Skip to main content icon/video/no-internet

Eugenics (from the Greek roots for good and generation or origin) was an international scientific, political, and moral ideology and movement that reached its height in the first half of the 20th century. Advocates of eugenics touted its potential to improve the quality of the human race through the promotion of higher reproduction of certain people and traits and through the reduction of reproduction of certain people and traits. Following the end of World War II and the recognition of the genocidal enactment of this ideology, it was largely regarded as a brutal movement that inflicted massive human rights violations on millions of people and was substantially abandoned by the mainstream and academia. However, the legacy of eugenics continues to be felt in both policy and practice, as ideologies of race-based characteristics and aptitudes manifest themselves in current regimes of testing, standards, curriculum differentiation, tracking, and segregation of students. There is continuing evidence of eugenics' policies in teacher education, curriculum development, and school organization.

Eugenics was presented as a way that human breeding could be controlled to improve the species. From the beginning, however, there were subtle and overt rhetorics that proved extremely dangerous. In the early part of the 20th century, Americans were increasingly fearful of foreigners and immigration, and local eugenics' societies and groups sprang up around the United States after World War I, with names such as the Race Betterment Foundation. Not only did eugenicists promote better breeding, but also they wanted to prevent poor breeding or the risk of it. In 1924, the Immigration Act was passed by majorities in the U.S. House and Senate. It set up strict quotas limiting immigrants from countries believed by eugenicists to have inferior stock, particularly Southern Europe and Asia.

The most infamous proponent and practitioner of eugenics was Adolf Hitler, who incorporated U.S.-developed ideas and strategies for race betterment into Mein Kampf and emulated eugenic legislation for the sterilization of defectives that had been pioneered in the United States. Hitler was proud of his connection with U.S. eugenicists and drew extensively from their writing and research.

Perhaps the most well-known modern eugeni-cist was William Shockley who, late in his life, became intensely interested in questions of race, intelligence, and eugenics. Shockley believed that the higher rate of reproduction among the less intelligent would lead to a drop in average intelligence and ultimately to a decline in civilization. He proposed that individuals with IQs below 100 be paid to undergo voluntary sterilization.

Shockley created great consternation among other eugenicists, some of whom thought he gave their work a bad name because of his overt racial agenda. Others praised him for breaking the taboo of frank discussions about racial differences.

Unfortunately, the legacy of eugenics is still alive and thriving in our educational system. Not only was Lewis Terman, one of the originators of the Stanford-Binet intelligence test, an early proponent of tracking, but his views were rooted in a eugenic conception of intelligence. He maintained that school instruction could never educate male laborers and female servants to become truly thoughtful, intelligent voters, and intelligence tests have proven this to be true.

...

  • Loading...
locked icon

Sign in to access this content

Get a 30 day FREE TRIAL

  • Watch videos from a variety of sources bringing classroom topics to life
  • Read modern, diverse business cases
  • Explore hundreds of books and reference titles

Sage Recommends

We found other relevant content for you on other Sage platforms.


▸ **WHAT TO WORK ON**: In the records below, tally the lines that contain the word "secant" and give only that number.

▸ **RECORDS PROVIDED**:
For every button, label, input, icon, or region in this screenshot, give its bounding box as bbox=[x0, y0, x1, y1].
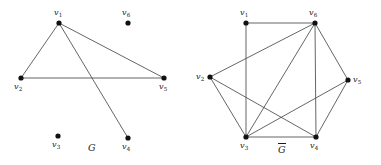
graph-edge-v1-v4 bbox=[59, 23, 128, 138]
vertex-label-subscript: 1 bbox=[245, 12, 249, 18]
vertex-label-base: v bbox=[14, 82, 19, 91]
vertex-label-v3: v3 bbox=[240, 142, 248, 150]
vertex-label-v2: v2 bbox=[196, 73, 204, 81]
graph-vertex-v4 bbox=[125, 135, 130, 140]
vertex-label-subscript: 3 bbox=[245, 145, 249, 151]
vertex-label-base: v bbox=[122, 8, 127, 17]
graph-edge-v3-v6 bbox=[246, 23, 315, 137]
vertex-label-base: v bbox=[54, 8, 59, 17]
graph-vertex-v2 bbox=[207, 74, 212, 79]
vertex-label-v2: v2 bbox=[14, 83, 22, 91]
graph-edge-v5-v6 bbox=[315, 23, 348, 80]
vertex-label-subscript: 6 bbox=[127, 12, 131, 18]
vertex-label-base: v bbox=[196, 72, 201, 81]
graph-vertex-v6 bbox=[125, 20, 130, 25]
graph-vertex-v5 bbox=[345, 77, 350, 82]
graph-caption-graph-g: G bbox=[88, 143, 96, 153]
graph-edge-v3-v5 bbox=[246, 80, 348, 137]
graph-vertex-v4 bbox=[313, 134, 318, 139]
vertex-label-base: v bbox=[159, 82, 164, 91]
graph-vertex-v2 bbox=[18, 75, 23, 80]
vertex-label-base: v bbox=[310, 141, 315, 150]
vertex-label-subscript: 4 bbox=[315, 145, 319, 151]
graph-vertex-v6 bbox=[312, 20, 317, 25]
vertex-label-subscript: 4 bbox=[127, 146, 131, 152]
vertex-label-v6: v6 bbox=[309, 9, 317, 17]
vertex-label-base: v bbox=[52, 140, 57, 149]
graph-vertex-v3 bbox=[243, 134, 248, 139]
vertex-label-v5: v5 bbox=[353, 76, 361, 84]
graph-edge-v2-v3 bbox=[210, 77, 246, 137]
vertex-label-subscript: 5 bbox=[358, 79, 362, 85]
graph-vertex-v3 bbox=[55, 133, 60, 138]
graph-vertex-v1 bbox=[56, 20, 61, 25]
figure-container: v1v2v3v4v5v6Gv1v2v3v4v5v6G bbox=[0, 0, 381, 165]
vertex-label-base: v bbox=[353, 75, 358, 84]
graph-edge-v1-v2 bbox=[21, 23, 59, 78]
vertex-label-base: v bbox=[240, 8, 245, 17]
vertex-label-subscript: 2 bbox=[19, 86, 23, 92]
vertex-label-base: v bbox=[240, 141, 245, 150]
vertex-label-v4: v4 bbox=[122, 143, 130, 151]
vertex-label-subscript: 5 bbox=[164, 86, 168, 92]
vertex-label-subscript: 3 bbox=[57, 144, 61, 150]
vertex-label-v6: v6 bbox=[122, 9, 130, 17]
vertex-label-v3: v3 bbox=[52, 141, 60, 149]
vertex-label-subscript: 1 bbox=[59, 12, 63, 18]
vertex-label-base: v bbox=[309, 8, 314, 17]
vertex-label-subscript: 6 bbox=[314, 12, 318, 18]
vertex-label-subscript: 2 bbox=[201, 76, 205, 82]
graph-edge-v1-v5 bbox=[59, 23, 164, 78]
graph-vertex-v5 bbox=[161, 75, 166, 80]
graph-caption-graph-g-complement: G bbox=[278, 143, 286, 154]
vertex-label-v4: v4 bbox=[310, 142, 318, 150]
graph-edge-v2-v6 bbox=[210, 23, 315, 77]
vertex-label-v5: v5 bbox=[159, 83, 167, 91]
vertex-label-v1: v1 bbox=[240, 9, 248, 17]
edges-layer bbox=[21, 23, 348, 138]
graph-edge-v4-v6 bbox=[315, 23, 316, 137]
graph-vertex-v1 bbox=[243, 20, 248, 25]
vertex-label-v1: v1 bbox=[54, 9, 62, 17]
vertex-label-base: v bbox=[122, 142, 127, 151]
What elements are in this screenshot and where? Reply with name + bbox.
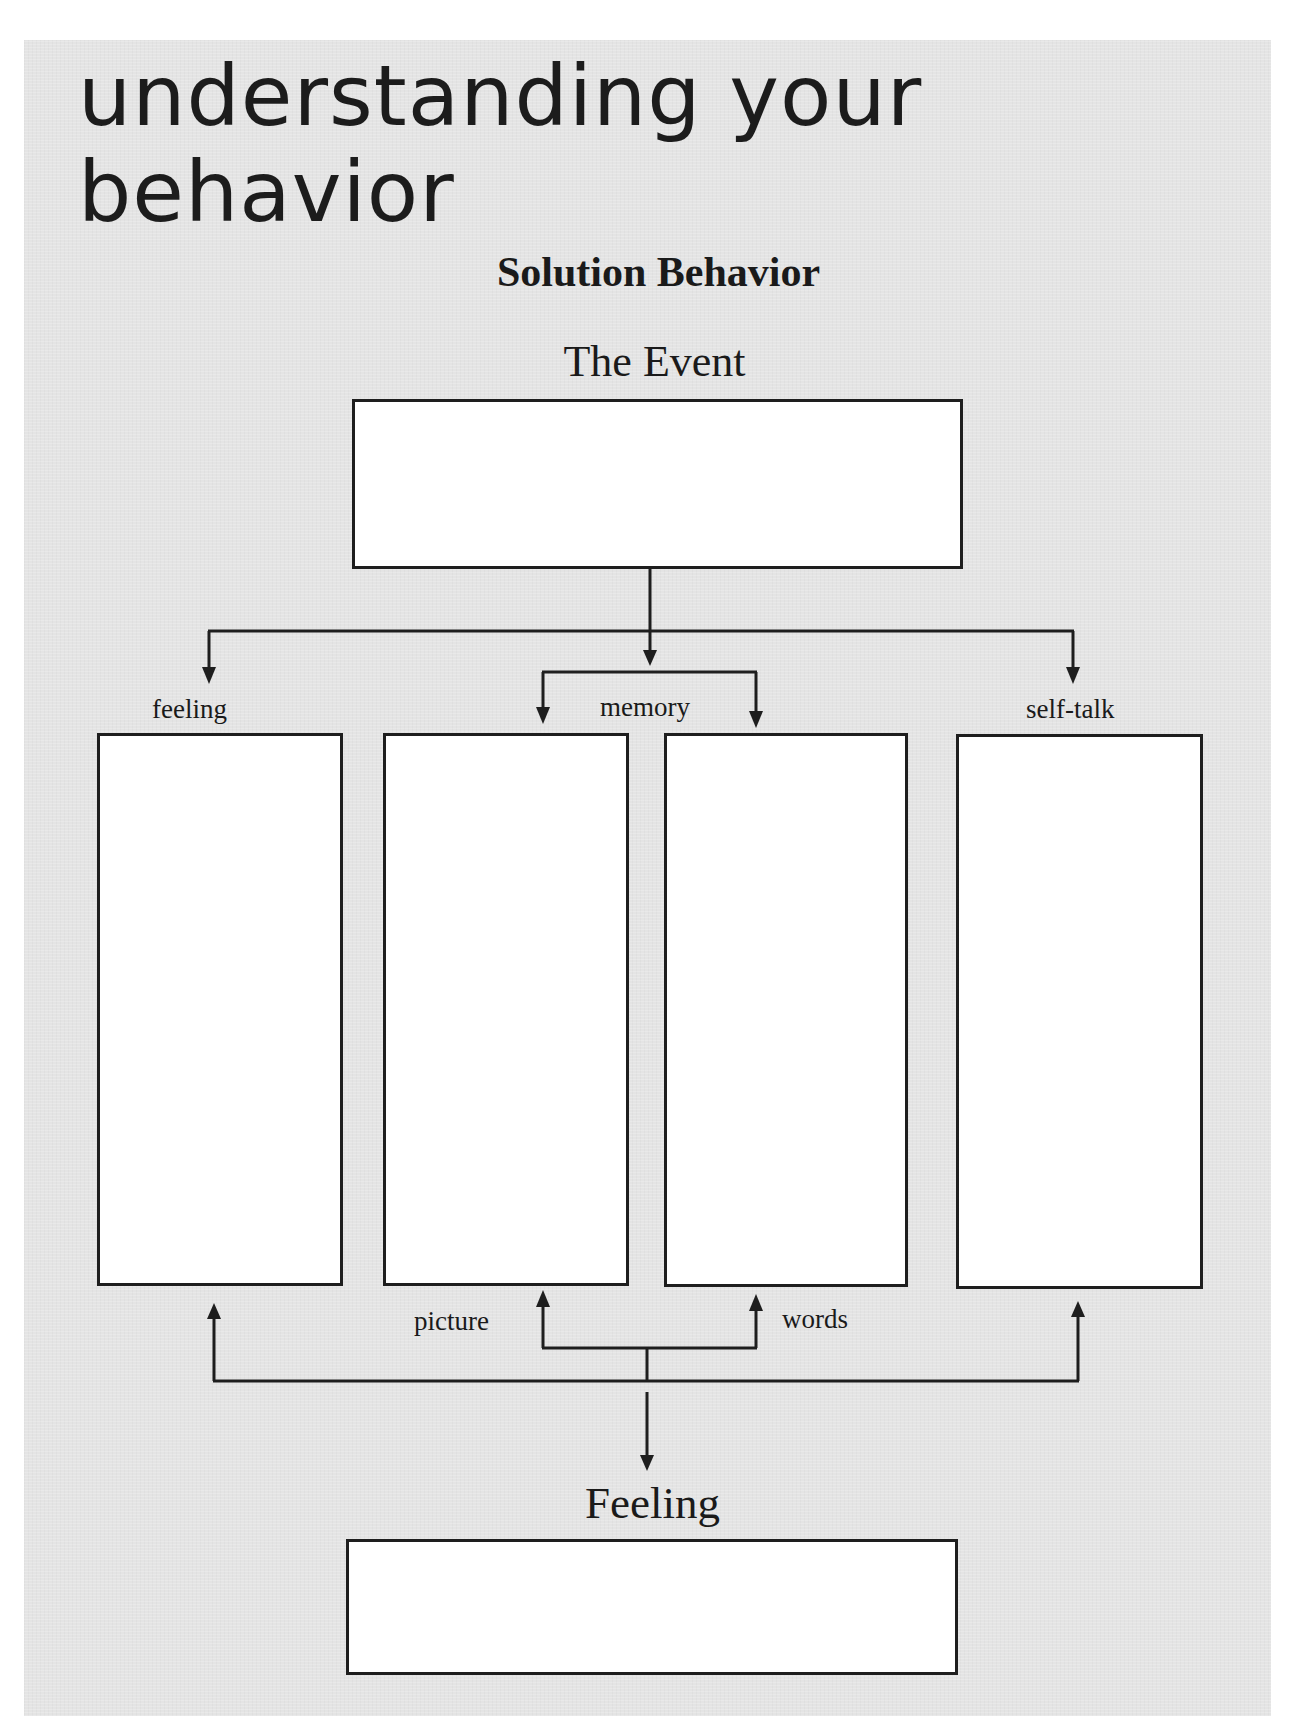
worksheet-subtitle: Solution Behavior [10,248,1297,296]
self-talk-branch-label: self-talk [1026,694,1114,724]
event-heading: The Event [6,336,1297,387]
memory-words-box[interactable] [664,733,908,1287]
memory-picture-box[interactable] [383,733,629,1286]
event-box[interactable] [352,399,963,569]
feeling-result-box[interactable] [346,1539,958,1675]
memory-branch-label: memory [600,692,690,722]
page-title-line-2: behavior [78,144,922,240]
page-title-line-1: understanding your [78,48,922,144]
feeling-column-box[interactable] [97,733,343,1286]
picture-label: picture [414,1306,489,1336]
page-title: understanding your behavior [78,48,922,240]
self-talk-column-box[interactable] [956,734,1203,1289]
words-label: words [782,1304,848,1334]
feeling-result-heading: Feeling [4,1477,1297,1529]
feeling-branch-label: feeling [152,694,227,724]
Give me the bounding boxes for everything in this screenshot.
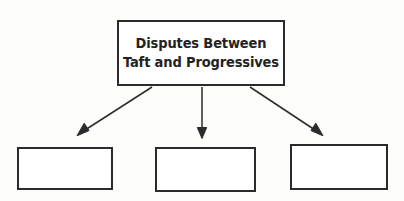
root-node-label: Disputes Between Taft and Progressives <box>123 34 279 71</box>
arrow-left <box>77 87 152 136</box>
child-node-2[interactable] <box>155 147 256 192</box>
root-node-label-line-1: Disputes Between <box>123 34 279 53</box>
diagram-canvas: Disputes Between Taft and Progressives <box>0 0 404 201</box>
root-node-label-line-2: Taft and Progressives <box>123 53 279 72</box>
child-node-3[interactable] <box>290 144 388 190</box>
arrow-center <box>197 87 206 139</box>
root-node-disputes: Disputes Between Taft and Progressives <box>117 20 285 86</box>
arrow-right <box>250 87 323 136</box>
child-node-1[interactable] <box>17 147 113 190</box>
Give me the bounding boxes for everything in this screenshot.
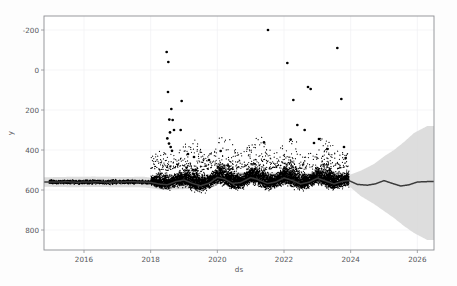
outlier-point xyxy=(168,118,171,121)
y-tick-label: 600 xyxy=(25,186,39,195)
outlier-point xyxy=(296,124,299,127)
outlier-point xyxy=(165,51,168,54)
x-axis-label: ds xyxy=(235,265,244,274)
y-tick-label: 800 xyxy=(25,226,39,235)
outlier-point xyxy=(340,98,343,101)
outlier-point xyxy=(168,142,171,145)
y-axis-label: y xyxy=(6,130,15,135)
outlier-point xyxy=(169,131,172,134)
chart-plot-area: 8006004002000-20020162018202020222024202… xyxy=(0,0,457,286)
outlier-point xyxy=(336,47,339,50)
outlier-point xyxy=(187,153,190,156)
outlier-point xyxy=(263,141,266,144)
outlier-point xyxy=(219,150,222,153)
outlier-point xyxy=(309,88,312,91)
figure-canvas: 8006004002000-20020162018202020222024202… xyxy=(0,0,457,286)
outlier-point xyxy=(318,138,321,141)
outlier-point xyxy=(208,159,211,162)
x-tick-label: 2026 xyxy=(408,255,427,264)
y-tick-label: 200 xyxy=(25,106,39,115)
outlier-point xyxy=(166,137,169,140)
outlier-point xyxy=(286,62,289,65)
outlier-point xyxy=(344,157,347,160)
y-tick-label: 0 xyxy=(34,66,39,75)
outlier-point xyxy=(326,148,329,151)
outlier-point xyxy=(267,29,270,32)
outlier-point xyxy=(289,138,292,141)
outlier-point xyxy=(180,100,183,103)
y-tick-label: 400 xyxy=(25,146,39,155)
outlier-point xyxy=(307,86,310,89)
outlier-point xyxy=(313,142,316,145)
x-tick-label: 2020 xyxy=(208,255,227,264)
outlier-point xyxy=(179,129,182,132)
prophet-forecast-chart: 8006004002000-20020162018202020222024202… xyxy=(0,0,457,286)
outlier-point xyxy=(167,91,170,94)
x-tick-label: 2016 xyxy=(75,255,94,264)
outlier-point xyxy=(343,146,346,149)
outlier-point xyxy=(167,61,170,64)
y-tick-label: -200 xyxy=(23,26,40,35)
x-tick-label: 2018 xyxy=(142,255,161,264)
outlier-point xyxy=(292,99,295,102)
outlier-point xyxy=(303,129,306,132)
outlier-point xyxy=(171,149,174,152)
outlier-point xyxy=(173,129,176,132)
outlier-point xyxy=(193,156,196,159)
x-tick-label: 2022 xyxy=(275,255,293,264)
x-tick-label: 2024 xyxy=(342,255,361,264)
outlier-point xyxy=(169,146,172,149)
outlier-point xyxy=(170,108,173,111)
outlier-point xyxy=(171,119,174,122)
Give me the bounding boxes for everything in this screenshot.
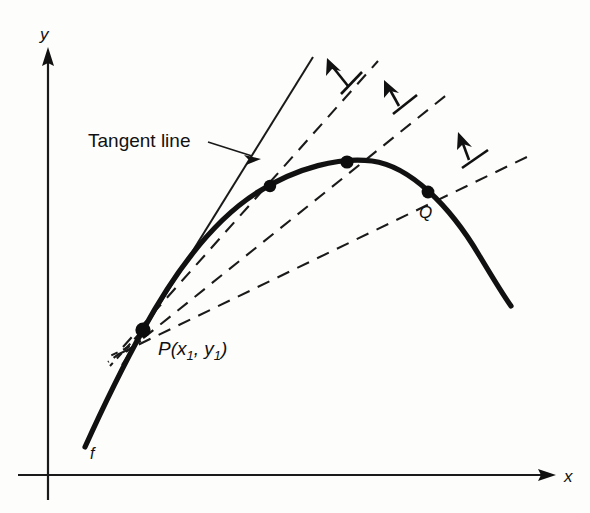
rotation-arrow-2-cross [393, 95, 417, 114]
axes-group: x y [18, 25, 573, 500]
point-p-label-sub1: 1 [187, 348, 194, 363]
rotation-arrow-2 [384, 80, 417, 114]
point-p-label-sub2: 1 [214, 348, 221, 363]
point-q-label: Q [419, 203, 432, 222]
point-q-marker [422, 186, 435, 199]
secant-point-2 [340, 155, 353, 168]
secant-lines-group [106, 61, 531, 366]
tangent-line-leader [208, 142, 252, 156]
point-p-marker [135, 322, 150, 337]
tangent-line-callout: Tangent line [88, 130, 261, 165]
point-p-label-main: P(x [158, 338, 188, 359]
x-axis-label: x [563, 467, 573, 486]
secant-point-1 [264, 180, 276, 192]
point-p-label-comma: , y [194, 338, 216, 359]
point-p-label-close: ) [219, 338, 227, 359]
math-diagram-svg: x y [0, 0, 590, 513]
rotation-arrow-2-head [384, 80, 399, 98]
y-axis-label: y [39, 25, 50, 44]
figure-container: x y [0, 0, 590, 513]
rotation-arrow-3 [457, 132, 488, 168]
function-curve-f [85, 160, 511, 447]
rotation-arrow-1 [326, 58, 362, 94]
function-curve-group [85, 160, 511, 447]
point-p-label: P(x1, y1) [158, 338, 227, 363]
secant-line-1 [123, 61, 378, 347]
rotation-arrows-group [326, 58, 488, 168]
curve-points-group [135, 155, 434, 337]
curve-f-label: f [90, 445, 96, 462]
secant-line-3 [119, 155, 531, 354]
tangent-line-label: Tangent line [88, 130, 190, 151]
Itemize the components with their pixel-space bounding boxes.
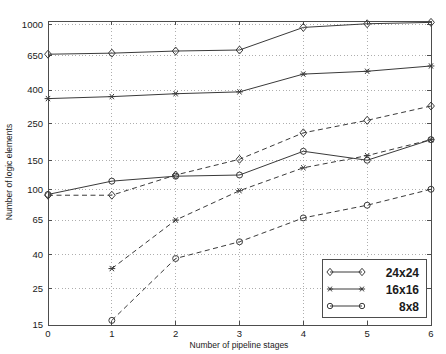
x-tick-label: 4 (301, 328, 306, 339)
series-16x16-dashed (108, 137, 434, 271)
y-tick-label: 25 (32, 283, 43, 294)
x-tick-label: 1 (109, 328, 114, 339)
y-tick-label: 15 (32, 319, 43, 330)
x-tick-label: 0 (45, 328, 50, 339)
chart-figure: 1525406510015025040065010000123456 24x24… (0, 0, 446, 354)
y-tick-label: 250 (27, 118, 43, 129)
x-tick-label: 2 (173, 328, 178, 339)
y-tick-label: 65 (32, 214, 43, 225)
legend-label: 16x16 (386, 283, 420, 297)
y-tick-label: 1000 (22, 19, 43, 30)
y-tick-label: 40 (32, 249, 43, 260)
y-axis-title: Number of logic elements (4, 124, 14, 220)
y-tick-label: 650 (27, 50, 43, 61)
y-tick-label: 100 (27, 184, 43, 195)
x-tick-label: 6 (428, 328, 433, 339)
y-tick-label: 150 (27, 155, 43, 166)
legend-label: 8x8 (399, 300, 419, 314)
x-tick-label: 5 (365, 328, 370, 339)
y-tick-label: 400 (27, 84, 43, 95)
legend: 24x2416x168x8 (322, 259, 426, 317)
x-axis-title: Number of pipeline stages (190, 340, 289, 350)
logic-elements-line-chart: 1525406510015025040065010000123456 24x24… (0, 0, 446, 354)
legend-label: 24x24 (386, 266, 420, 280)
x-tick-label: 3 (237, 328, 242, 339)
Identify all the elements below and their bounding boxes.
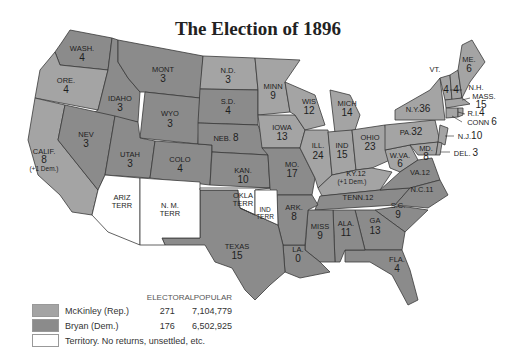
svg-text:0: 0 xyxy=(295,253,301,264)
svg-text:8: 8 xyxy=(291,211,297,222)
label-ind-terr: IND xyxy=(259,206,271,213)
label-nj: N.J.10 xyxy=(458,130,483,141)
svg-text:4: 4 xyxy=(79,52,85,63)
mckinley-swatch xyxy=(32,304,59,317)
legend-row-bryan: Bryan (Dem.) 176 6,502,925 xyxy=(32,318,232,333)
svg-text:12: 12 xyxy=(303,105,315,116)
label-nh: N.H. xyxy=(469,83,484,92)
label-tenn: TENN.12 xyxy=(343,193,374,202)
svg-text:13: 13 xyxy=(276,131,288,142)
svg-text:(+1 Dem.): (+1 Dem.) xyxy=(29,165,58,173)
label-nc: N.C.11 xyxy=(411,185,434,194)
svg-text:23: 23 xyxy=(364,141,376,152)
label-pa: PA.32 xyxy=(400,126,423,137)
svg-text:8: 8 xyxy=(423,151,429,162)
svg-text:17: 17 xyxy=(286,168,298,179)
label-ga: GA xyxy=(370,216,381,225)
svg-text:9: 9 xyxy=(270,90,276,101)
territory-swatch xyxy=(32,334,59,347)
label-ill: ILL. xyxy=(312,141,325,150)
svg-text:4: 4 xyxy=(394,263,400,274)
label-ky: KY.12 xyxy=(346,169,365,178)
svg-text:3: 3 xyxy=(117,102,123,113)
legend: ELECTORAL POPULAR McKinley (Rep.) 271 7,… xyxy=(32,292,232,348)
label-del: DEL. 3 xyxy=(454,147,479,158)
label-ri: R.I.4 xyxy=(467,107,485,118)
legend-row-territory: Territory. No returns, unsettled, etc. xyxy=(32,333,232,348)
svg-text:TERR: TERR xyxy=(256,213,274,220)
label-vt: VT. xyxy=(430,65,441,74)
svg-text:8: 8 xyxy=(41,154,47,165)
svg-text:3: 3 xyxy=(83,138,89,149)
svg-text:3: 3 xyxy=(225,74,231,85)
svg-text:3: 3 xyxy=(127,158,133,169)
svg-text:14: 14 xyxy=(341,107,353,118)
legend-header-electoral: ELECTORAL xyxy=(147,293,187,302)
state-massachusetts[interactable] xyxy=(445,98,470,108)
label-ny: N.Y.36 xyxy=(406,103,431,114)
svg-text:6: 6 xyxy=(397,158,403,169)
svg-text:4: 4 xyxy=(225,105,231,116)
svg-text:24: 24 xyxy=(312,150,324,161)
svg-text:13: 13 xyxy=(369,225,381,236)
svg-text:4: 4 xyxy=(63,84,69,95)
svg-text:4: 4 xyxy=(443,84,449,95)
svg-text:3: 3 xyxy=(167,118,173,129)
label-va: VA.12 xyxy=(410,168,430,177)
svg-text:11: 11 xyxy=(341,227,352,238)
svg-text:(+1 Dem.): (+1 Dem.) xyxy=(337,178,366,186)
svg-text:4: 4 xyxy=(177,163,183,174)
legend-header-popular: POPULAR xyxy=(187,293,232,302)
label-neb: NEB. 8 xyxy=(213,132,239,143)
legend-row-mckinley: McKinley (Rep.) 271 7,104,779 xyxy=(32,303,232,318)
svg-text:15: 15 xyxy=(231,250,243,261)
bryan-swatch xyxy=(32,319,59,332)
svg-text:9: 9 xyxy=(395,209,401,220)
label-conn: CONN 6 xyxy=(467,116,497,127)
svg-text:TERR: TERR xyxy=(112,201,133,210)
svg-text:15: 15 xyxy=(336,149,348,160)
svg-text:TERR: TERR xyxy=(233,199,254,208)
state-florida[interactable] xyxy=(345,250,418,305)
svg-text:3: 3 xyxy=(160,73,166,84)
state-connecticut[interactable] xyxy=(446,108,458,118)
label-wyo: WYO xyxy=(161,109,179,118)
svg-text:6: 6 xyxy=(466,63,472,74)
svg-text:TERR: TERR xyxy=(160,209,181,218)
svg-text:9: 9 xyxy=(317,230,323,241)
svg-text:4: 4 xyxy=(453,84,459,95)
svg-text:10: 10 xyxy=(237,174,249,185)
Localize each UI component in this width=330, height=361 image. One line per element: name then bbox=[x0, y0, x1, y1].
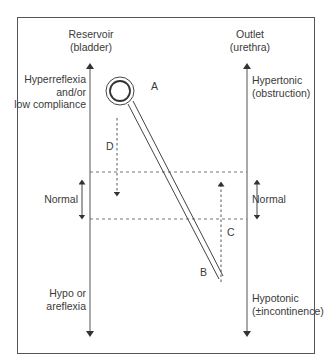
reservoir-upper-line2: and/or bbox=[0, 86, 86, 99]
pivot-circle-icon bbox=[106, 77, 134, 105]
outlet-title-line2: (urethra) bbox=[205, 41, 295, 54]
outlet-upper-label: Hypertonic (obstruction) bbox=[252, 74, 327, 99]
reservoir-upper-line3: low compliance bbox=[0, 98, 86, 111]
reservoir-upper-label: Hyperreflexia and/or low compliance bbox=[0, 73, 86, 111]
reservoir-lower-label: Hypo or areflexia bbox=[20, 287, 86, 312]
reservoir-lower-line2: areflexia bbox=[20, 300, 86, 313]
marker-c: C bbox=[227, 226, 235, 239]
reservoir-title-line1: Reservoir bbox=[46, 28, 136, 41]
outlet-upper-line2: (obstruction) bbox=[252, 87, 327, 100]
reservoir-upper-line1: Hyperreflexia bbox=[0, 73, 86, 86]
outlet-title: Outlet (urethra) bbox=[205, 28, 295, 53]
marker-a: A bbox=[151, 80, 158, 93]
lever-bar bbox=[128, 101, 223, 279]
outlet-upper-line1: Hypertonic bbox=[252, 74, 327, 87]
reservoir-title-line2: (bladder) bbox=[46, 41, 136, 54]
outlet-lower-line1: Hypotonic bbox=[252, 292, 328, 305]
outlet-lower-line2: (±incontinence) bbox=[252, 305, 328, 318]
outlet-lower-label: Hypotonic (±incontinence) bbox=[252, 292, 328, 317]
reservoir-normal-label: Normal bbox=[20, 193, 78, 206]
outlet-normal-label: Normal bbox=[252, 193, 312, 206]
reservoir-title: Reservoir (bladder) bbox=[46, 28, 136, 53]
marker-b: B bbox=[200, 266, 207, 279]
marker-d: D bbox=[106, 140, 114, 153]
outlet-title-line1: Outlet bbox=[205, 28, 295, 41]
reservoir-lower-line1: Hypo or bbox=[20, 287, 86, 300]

▸ **ANSWER TO THE EXERCISE**: 5